- By Umesh Dudule
- June 11, 2025
- No Comments
The seafood industry is a fascinating blend of tradition, speed, and complexity. From the docks to deep freezers, every step matters. But while the hustle is visible, the daily struggles behind the scenes often go unnoticed. Especially when operations are run manually or across scattered systems, problems are accepted as “normal” and considered as just part of the job.
Here are 5 major challenges seafood businesses face:
1. A Naturally Complex Business Model
Seafood is anything but straightforward. You don’t just catch and sell. Procurement happens in seasonal bursts. Stock is frozen, sometimes for months or even years and sales depend on market timing, not daily orders. Managing all this means keeping tabs on quality, origin, price, and shelf life all at once. Without a clear, connected system, it’s easy to miss something important.
2. Inventory Chaos: What’s Inside the Cold Storage?
Everyone knows in the business that the cold storage is where things get tricky. You’ve got stock from different suppliers, stored for different clients, with different quality levels, all piled together. But who really knows what’s stored where, what’s close to expiry, or what’s already committed? Most of the time, it’s just a few experienced staff who keep it all in their heads. And when they’re away or something slips? That’s when mistakes show up usually through a customer complaint or a missed order.
3. No Clear View, Just Constant Catch-Up
There’s rarely one place to see everything at once. The day starts with phone calls, ends in paperwork, and runs on guesswork in between. Teams like finance, dispatch, and sales all work hard but rarely together. Everyone’s doing their bit, but no one sees the whole picture. That’s how small miscommunications turn into big mistakes.
4. Human Dependency Leads to Risk and Leakage
In many setups, everything depends on people, not processes. From handwritten bills to verbal approvals, it’s all about trust. But when systems rely only on trust—errors, delays, or even manipulation can go unnoticed. One small miss can have a big cost, and without data or visibility, there’s no easy way to trace or fix it.
5. One Decision Maker, Too Many Decisions
In most seafood businesses, especially family-run ones almost every decision ends up on the founder’s desk. Whether it’s supplier pricing or solving a dispatch issue, it all flows through one person. While that ensures control, it also creates bottlenecks. Small tasks pile up, and no one else is empowered to move things forward. That makes scaling up really hard.
It’s Not About Blame—It’s About Bandwidth
None of this happens overnight. These issues creep in slowly until they feel “normal.” But just because something’s always been done a certain way doesn’t mean it has to stay that way. Do you know there’s a big difference between working hard and working smart ?. This isn’t about replacing people. It’s about giving them the tools to do their best without constantly firefighting.
The good news? Those tools exist. One of most commonly used tool is Unify the seafood ERP and it built to support but not to disrupt . IT is very easy to eliminate errors and increase ROI.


** YOUR OBJECTIVE **
Your answer should be only the lines below from the one with "This screenshot has height=384, width=764." to the one with "The width and", repeated exactly, ends included.

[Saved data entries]
BEGIN
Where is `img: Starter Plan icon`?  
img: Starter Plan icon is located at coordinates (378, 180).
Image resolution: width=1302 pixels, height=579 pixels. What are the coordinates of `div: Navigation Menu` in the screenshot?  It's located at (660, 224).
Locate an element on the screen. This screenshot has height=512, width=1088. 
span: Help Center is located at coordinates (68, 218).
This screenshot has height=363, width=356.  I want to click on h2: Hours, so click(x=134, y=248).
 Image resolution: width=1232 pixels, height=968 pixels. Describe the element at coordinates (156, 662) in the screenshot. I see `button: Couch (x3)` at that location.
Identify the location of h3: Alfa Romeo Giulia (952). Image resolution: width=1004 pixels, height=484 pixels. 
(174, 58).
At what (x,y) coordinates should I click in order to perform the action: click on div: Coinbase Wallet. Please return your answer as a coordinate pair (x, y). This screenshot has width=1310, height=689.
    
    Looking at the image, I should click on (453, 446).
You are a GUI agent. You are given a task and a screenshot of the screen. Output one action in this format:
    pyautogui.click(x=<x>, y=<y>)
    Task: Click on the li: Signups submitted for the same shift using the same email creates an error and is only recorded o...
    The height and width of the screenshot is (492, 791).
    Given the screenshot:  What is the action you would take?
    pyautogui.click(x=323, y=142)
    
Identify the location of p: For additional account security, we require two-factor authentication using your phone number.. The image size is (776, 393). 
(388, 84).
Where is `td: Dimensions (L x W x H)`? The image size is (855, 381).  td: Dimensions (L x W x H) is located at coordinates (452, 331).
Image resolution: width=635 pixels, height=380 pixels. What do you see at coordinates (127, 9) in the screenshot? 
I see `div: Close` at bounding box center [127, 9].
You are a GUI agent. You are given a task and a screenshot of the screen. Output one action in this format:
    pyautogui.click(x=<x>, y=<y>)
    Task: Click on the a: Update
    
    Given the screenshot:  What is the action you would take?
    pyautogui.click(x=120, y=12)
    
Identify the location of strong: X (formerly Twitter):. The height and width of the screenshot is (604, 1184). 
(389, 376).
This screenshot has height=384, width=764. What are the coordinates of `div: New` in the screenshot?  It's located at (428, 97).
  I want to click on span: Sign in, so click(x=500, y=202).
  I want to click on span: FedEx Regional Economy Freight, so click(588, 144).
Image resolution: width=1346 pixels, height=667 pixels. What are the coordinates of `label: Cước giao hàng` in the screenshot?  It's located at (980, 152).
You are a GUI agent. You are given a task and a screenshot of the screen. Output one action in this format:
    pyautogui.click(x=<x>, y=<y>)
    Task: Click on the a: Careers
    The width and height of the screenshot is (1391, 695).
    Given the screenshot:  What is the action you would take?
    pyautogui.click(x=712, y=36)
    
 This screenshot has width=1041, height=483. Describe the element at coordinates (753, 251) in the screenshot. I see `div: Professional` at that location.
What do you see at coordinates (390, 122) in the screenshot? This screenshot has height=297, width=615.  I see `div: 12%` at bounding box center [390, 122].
END
** TASK ANSWER **
This screenshot has height=384, width=764. What are the coordinates of `div: New` in the screenshot?  It's located at (428, 97).
  I want to click on span: Sign in, so click(x=500, y=202).
  I want to click on span: FedEx Regional Economy Freight, so click(588, 144).
Image resolution: width=1346 pixels, height=667 pixels. What are the coordinates of `label: Cước giao hàng` in the screenshot?  It's located at (980, 152).
You are a GUI agent. You are given a task and a screenshot of the screen. Output one action in this format:
    pyautogui.click(x=<x>, y=<y>)
    Task: Click on the a: Careers
    The width and height of the screenshot is (1391, 695).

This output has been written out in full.